I played at the Riviera tonight. It's my sixth day of live play since returning to the felt last Friday, and my fifth win in a row, after losing the first day back.
I got only about three hours of sleep last night, what with the all-night online tournaments, so I was extremely sleepy. For that reason, I made it an ultra-short session, about 75 minutes.
During that time I had the following happen:
- My first hand at the table I had pocket queens, raised to $10, got reraised to $20, and five of us saw the flop with a $100 pot. Flop was king-high, but I led out at it anyway, and nobody called.
- Playing suited A-5, flopped wheel draw, got free card, hit my gutshot on the turn, $30 profit.
- Called a raise with suited connectors on the button, flopped a flush draw, bet when it was checked to me, took it down. $50 profit.
- A-10 on button. Flop 10-high with two hearts. Bet, one caller. Turn offsuit ace, for top two pair. I bet pot, another call. River ace of hearts. Boat for me. Bet pot again, called by the flush draw that got there.
- Q-2 of crubs in small blind, unraised pot, so I called. Flop Q-2-2. Bet and got paid all the way by a doofus with Q-J, who thought it was good.
To be sure, it wasn't all perfect. As the saying goes, ya can't win 'em all. I had top pair/top kicker outdrawn by two players with flushes when four diamonds were on the final board, and I had none. I also had a bluff snapped off, though I thought it had been pretty well timed and convincing.
But even with those minor setbacks, it was quite an extraordinary run of good cards and good situations for just over an hour's play.
This session, plus those of the previous several days, make me reasonably confident in saying this: Yea, though I walked through the valley of the shadow of deathly variance, I have emerged into the light.
In short, things seem back to normal in the poker world for me. I seem to have stopped running into invisible brick walls, at least for now. I have also won enough this week that with one more good session tomorrow, I should be able to close out April as a break-even month.
I do realize how pathetic it sounds to be hoping for a break-even month.* But given how April started, making it back to the zero mark would be either a commendable accomplishment or a small miracle, depending on whether you want to attribute it to me or to supernatural forces. Either way, I'll take it, and start afresh in May.
Because of that, I'm going to return to my usual policy of not using this blog to keep running tabs on my results, for all the reasons I've mentioned many times before. But since the ride on the extreme negative end of the bell curve of variance was a pretty big deal to me, and since I talked about it here, I thought I should provide you with the apparent end of the story.
Oh, and one more thing: If you're counting, that's eleven posts in the last slightly over 24 hours. The few of you who whined and complained about me having taken a hiatus from writing? You can bite me.
*It is, of course, utterly irrational to think of one's poker results in terms of specific calendar months, or weeks, or days, or even sessions. If you're a winning playing long-term, then you put in the hours, and you have some sort of average hourly rate of return, and it matters not one bit whether the ups and downs cluster in some particular way over some arbitrary period of time. But c'mon--is there anybody who can really, truly, completely ignore the rhythms by which we measure everything else in our lives when looking at their poker results? You can make a fairly convincing accusation of roboticism against me in many respects, but even I am not a sufficiently pure automaton as to be able to disregard the calendar when tallying my wins and losses.
5 comments:
It's so weird that when you take a day - or a few days off, you come back and you go on a tear. I experience the same thing... Is there a phenomenon that describes these streaks? Is it the rest time that you've accumulated? I don't get it...
Congrats, and welcome back, Grump!
Dont think you calling the guy a doofus is really called for . When you had Q2 and the flop was Q22 he had QJ . He was ahead pre flop and then goes to flop top pair with a decent kicker . Why would he NOT play it ?? I read you a lot grumpy but dont feel you need to slag the guy off .
You raise to 10 with QQ and get min raised back with callers and don't reraise again to win the pot there? Bad form Grump, I expect better from you :)
Do you filter comments? I understand you would not post comments that are nasty or rude or full of profanities but what about honest questions? I sent a comment regarding making a living at 1/2 and you have not posted it yet. Please post or just answer as I am truly curious.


Try it. Apart from the pictures, everything in the lines below must be printed exactly.

Entries supplied.
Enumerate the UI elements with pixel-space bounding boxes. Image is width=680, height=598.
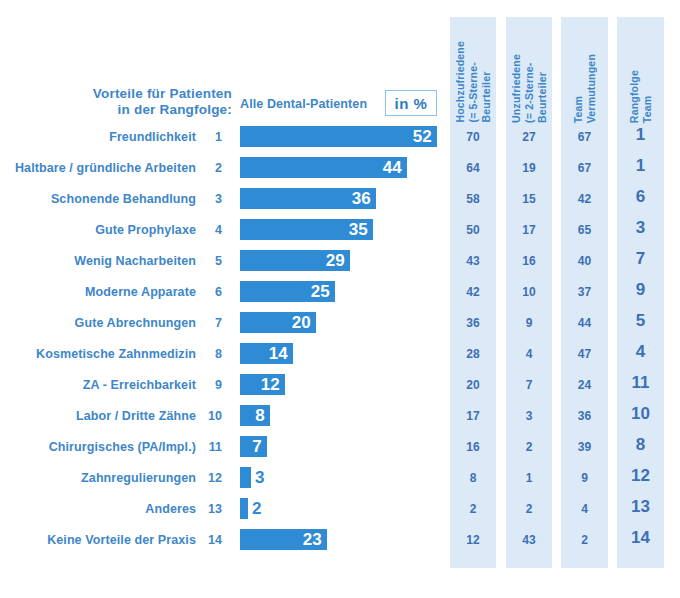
bar-value-label: 52	[413, 126, 432, 147]
row-category-label: Schonende Behandlung	[0, 191, 196, 207]
data-cell: 17	[506, 222, 552, 238]
data-cell: 50	[450, 222, 496, 238]
data-cell: 7	[506, 377, 552, 393]
chart-row: Anderes13222413	[0, 498, 680, 529]
chart-row: Freundlichkeit1527027671	[0, 126, 680, 157]
chart-row: ZA - Erreichbarkeit9122072411	[0, 374, 680, 405]
bar-value-label: 44	[383, 157, 402, 178]
data-cell: 4	[506, 346, 552, 362]
data-cell: 70	[450, 129, 496, 145]
data-cell: 2	[561, 532, 608, 548]
column-header-text: Rangfolge Team	[628, 70, 654, 123]
chart-row: Labor / Dritte Zähne1081733610	[0, 405, 680, 436]
data-cell: 12	[450, 532, 496, 548]
bar-value-label: 2	[252, 498, 262, 519]
bar-value-label: 7	[252, 436, 262, 457]
bar: 44	[240, 157, 407, 178]
data-cell: 47	[561, 346, 608, 362]
row-rank-number: 4	[200, 222, 222, 238]
data-cell: 4	[561, 501, 608, 517]
row-category-label: Anderes	[0, 501, 196, 517]
row-category-label: Haltbare / gründliche Arbeiten	[0, 160, 196, 176]
data-cell: 17	[450, 408, 496, 424]
bar-container: 44	[240, 157, 407, 178]
chart-row: Gute Prophylaxe4355017653	[0, 219, 680, 250]
bar-value-label: 36	[352, 188, 371, 209]
data-cell: 7	[617, 251, 664, 267]
data-cell: 43	[450, 253, 496, 269]
data-cell: 39	[561, 439, 608, 455]
data-cell: 14	[617, 530, 664, 546]
page-title-line-2: in der Rangfolge:	[0, 102, 232, 118]
bar-container: 7	[240, 436, 267, 457]
bar: 25	[240, 281, 335, 302]
data-cell: 43	[506, 532, 552, 548]
data-cell: 9	[506, 315, 552, 331]
bar: 3	[240, 467, 251, 488]
column-header-1: Hochzufriedene (= 5-Sterne- Beurteiler	[450, 17, 496, 123]
page-title-line-1: Vorteile für Patienten	[0, 86, 232, 102]
bar-value-label: 14	[269, 343, 288, 364]
data-cell: 36	[561, 408, 608, 424]
bar-value-label: 23	[303, 529, 322, 550]
data-cell: 12	[617, 468, 664, 484]
data-cell: 5	[617, 313, 664, 329]
bar-container: 52	[240, 126, 437, 147]
bar: 29	[240, 250, 350, 271]
bar-container: 29	[240, 250, 350, 271]
chart-row: Moderne Apparate6254210379	[0, 281, 680, 312]
bar-container: 35	[240, 219, 373, 240]
bar-value-label: 8	[255, 405, 265, 426]
data-cell: 1	[617, 127, 664, 143]
chart-row: Chirurgisches (PA/Impl.)117162398	[0, 436, 680, 467]
bar-container: 25	[240, 281, 335, 302]
data-cell: 36	[450, 315, 496, 331]
data-cell: 42	[561, 191, 608, 207]
bar: 12	[240, 374, 285, 395]
data-cell: 64	[450, 160, 496, 176]
data-cell: 9	[561, 470, 608, 486]
data-cell: 67	[561, 160, 608, 176]
data-cell: 3	[506, 408, 552, 424]
data-cell: 19	[506, 160, 552, 176]
bar-value-label: 12	[261, 374, 280, 395]
row-rank-number: 9	[200, 377, 222, 393]
row-rank-number: 6	[200, 284, 222, 300]
chart-row: Schonende Behandlung3365815426	[0, 188, 680, 219]
chart-page: { "title": { "line1": "Vorteile für Pati…	[0, 0, 680, 598]
row-category-label: Chirurgisches (PA/Impl.)	[0, 439, 196, 455]
row-rank-number: 5	[200, 253, 222, 269]
data-cell: 58	[450, 191, 496, 207]
data-cell: 11	[617, 375, 664, 391]
row-category-label: Labor / Dritte Zähne	[0, 408, 196, 424]
data-cell: 8	[617, 437, 664, 453]
bar-container: 14	[240, 343, 293, 364]
bar-container: 23	[240, 529, 327, 550]
data-cell: 44	[561, 315, 608, 331]
chart-row: Kosmetische Zahnmedizin814284474	[0, 343, 680, 374]
row-category-label: Gute Prophylaxe	[0, 222, 196, 238]
data-cell: 1	[506, 470, 552, 486]
data-cell: 10	[506, 284, 552, 300]
data-cell: 42	[450, 284, 496, 300]
bar: 2	[240, 498, 248, 519]
row-category-label: Wenig Nacharbeiten	[0, 253, 196, 269]
bar-value-label: 25	[311, 281, 330, 302]
bar: 52	[240, 126, 437, 147]
row-category-label: Zahnregulierungen	[0, 470, 196, 486]
bar-value-label: 3	[255, 467, 265, 488]
bar-container: 3	[240, 467, 251, 488]
row-category-label: Freundlichkeit	[0, 129, 196, 145]
data-cell: 37	[561, 284, 608, 300]
bar-value-label: 20	[292, 312, 311, 333]
data-cell: 6	[617, 189, 664, 205]
bar-value-label: 35	[349, 219, 368, 240]
row-category-label: Moderne Apparate	[0, 284, 196, 300]
data-cell: 27	[506, 129, 552, 145]
data-cell: 40	[561, 253, 608, 269]
column-header-3: Team Vermutungen	[561, 17, 608, 123]
row-rank-number: 2	[200, 160, 222, 176]
bar-container: 8	[240, 405, 270, 426]
bar: 23	[240, 529, 327, 550]
bar-container: 2	[240, 498, 248, 519]
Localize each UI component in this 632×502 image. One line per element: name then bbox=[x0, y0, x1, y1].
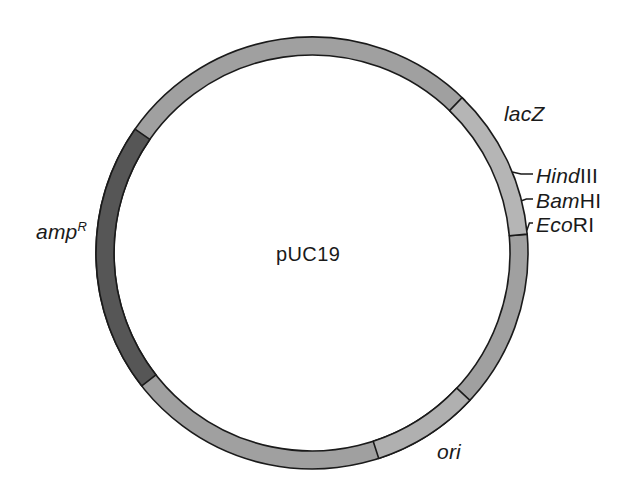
segment-label-lacz: lacZ bbox=[504, 103, 544, 124]
segment-label-ampr-base: amp bbox=[36, 220, 77, 243]
site-label-bamhi-suffix: HI bbox=[580, 189, 601, 212]
leader-line-bamhi bbox=[522, 199, 533, 201]
site-label-ecori: EcoRI bbox=[536, 214, 594, 235]
site-label-ecori-suffix: RI bbox=[573, 213, 594, 236]
plasmid-segment-ampr bbox=[96, 129, 156, 386]
site-label-ecori-prefix: Eco bbox=[536, 213, 573, 236]
site-label-hindiii-suffix: III bbox=[580, 164, 598, 187]
site-label-bamhi: BamHI bbox=[536, 190, 601, 211]
site-label-hindiii: HindIII bbox=[536, 165, 598, 186]
site-label-hindiii-prefix: Hind bbox=[536, 164, 580, 187]
segment-label-ampr: ampR bbox=[36, 220, 87, 242]
site-label-bamhi-prefix: Bam bbox=[536, 189, 580, 212]
segment-label-ori: ori bbox=[437, 441, 461, 462]
leader-line-ecori bbox=[527, 223, 533, 230]
leader-line-hindiii bbox=[512, 172, 533, 174]
plasmid-name-label: pUC19 bbox=[276, 244, 340, 264]
segment-label-ampr-superscript: R bbox=[77, 219, 86, 234]
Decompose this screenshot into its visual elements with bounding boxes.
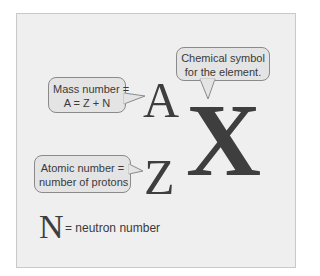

The answer.
Enumerate the UI elements with pixel-space bounding boxes. Image is width=680, height=598.
bar-value-label: 52	[413, 126, 432, 147]
row-category-label: Schonende Behandlung	[0, 191, 196, 207]
data-cell: 17	[506, 222, 552, 238]
data-cell: 50	[450, 222, 496, 238]
data-cell: 7	[506, 377, 552, 393]
chart-row: Anderes13222413	[0, 498, 680, 529]
chart-row: Freundlichkeit1527027671	[0, 126, 680, 157]
chart-row: ZA - Erreichbarkeit9122072411	[0, 374, 680, 405]
bar-value-label: 44	[383, 157, 402, 178]
data-cell: 4	[506, 346, 552, 362]
data-cell: 70	[450, 129, 496, 145]
data-cell: 2	[561, 532, 608, 548]
column-header-text: Rangfolge Team	[628, 70, 654, 123]
chart-row: Labor / Dritte Zähne1081733610	[0, 405, 680, 436]
data-cell: 12	[450, 532, 496, 548]
bar-value-label: 2	[252, 498, 262, 519]
bar-value-label: 7	[252, 436, 262, 457]
bar: 44	[240, 157, 407, 178]
data-cell: 47	[561, 346, 608, 362]
row-rank-number: 4	[200, 222, 222, 238]
data-cell: 4	[561, 501, 608, 517]
row-category-label: Anderes	[0, 501, 196, 517]
row-category-label: Haltbare / gründliche Arbeiten	[0, 160, 196, 176]
data-cell: 17	[450, 408, 496, 424]
bar-container: 44	[240, 157, 407, 178]
chart-row: Gute Prophylaxe4355017653	[0, 219, 680, 250]
bar-value-label: 36	[352, 188, 371, 209]
data-cell: 7	[617, 251, 664, 267]
data-cell: 43	[450, 253, 496, 269]
data-cell: 39	[561, 439, 608, 455]
data-cell: 14	[617, 530, 664, 546]
page-title-line-2: in der Rangfolge:	[0, 102, 232, 118]
bar-container: 7	[240, 436, 267, 457]
bar: 25	[240, 281, 335, 302]
data-cell: 43	[506, 532, 552, 548]
data-cell: 9	[506, 315, 552, 331]
bar: 3	[240, 467, 251, 488]
column-header-1: Hochzufriedene (= 5-Sterne- Beurteiler	[450, 17, 496, 123]
page-title-line-1: Vorteile für Patienten	[0, 86, 232, 102]
bar-value-label: 14	[269, 343, 288, 364]
data-cell: 36	[561, 408, 608, 424]
bar-value-label: 23	[303, 529, 322, 550]
data-cell: 12	[617, 468, 664, 484]
data-cell: 5	[617, 313, 664, 329]
bar-container: 52	[240, 126, 437, 147]
bar: 29	[240, 250, 350, 271]
bar-container: 29	[240, 250, 350, 271]
chart-row: Moderne Apparate6254210379	[0, 281, 680, 312]
bar-container: 35	[240, 219, 373, 240]
bar-value-label: 8	[255, 405, 265, 426]
data-cell: 1	[617, 127, 664, 143]
chart-row: Chirurgisches (PA/Impl.)117162398	[0, 436, 680, 467]
bar-container: 25	[240, 281, 335, 302]
data-cell: 36	[450, 315, 496, 331]
data-cell: 42	[561, 191, 608, 207]
bar: 12	[240, 374, 285, 395]
data-cell: 64	[450, 160, 496, 176]
data-cell: 9	[561, 470, 608, 486]
data-cell: 67	[561, 160, 608, 176]
data-cell: 3	[506, 408, 552, 424]
data-cell: 19	[506, 160, 552, 176]
bar-value-label: 12	[261, 374, 280, 395]
row-rank-number: 9	[200, 377, 222, 393]
row-rank-number: 6	[200, 284, 222, 300]
chart-row: Schonende Behandlung3365815426	[0, 188, 680, 219]
chart-page: { "title": { "line1": "Vorteile für Pati…	[0, 0, 680, 598]
row-category-label: Chirurgisches (PA/Impl.)	[0, 439, 196, 455]
row-rank-number: 5	[200, 253, 222, 269]
data-cell: 58	[450, 191, 496, 207]
data-cell: 11	[617, 375, 664, 391]
row-category-label: Labor / Dritte Zähne	[0, 408, 196, 424]
data-cell: 8	[617, 437, 664, 453]
bar-container: 14	[240, 343, 293, 364]
bar-container: 23	[240, 529, 327, 550]
data-cell: 44	[561, 315, 608, 331]
chart-row: Kosmetische Zahnmedizin814284474	[0, 343, 680, 374]
row-category-label: Gute Prophylaxe	[0, 222, 196, 238]
data-cell: 1	[506, 470, 552, 486]
data-cell: 10	[506, 284, 552, 300]
data-cell: 42	[450, 284, 496, 300]
bar: 2	[240, 498, 248, 519]
row-category-label: Wenig Nacharbeiten	[0, 253, 196, 269]
bar-value-label: 25	[311, 281, 330, 302]
bar: 52	[240, 126, 437, 147]
row-category-label: Zahnregulierungen	[0, 470, 196, 486]
bar-value-label: 3	[255, 467, 265, 488]
bar-container: 3	[240, 467, 251, 488]
row-category-label: Freundlichkeit	[0, 129, 196, 145]
data-cell: 37	[561, 284, 608, 300]
bar-value-label: 20	[292, 312, 311, 333]
data-cell: 6	[617, 189, 664, 205]
bar-value-label: 35	[349, 219, 368, 240]
row-category-label: Moderne Apparate	[0, 284, 196, 300]
data-cell: 27	[506, 129, 552, 145]
data-cell: 40	[561, 253, 608, 269]
column-header-3: Team Vermutungen	[561, 17, 608, 123]
row-rank-number: 2	[200, 160, 222, 176]
bar-container: 8	[240, 405, 270, 426]
bar: 23	[240, 529, 327, 550]
bar-container: 2	[240, 498, 248, 519]
Localize each UI component in this 632×502 image. One line per element: name then bbox=[x0, y0, x1, y1].
segment-label-lacz: lacZ bbox=[504, 103, 544, 124]
segment-label-ampr-base: amp bbox=[36, 220, 77, 243]
site-label-bamhi-suffix: HI bbox=[580, 189, 601, 212]
leader-line-bamhi bbox=[522, 199, 533, 201]
site-label-ecori: EcoRI bbox=[536, 214, 594, 235]
site-label-ecori-suffix: RI bbox=[573, 213, 594, 236]
plasmid-segment-ampr bbox=[96, 129, 156, 386]
site-label-ecori-prefix: Eco bbox=[536, 213, 573, 236]
site-label-hindiii-suffix: III bbox=[580, 164, 598, 187]
site-label-bamhi: BamHI bbox=[536, 190, 601, 211]
site-label-hindiii: HindIII bbox=[536, 165, 598, 186]
site-label-hindiii-prefix: Hind bbox=[536, 164, 580, 187]
segment-label-ampr: ampR bbox=[36, 220, 87, 242]
site-label-bamhi-prefix: Bam bbox=[536, 189, 580, 212]
segment-label-ori: ori bbox=[437, 441, 461, 462]
leader-line-ecori bbox=[527, 223, 533, 230]
leader-line-hindiii bbox=[512, 172, 533, 174]
plasmid-name-label: pUC19 bbox=[276, 244, 340, 264]
segment-label-ampr-superscript: R bbox=[77, 219, 86, 234]
Decompose this screenshot into its visual elements with bounding boxes.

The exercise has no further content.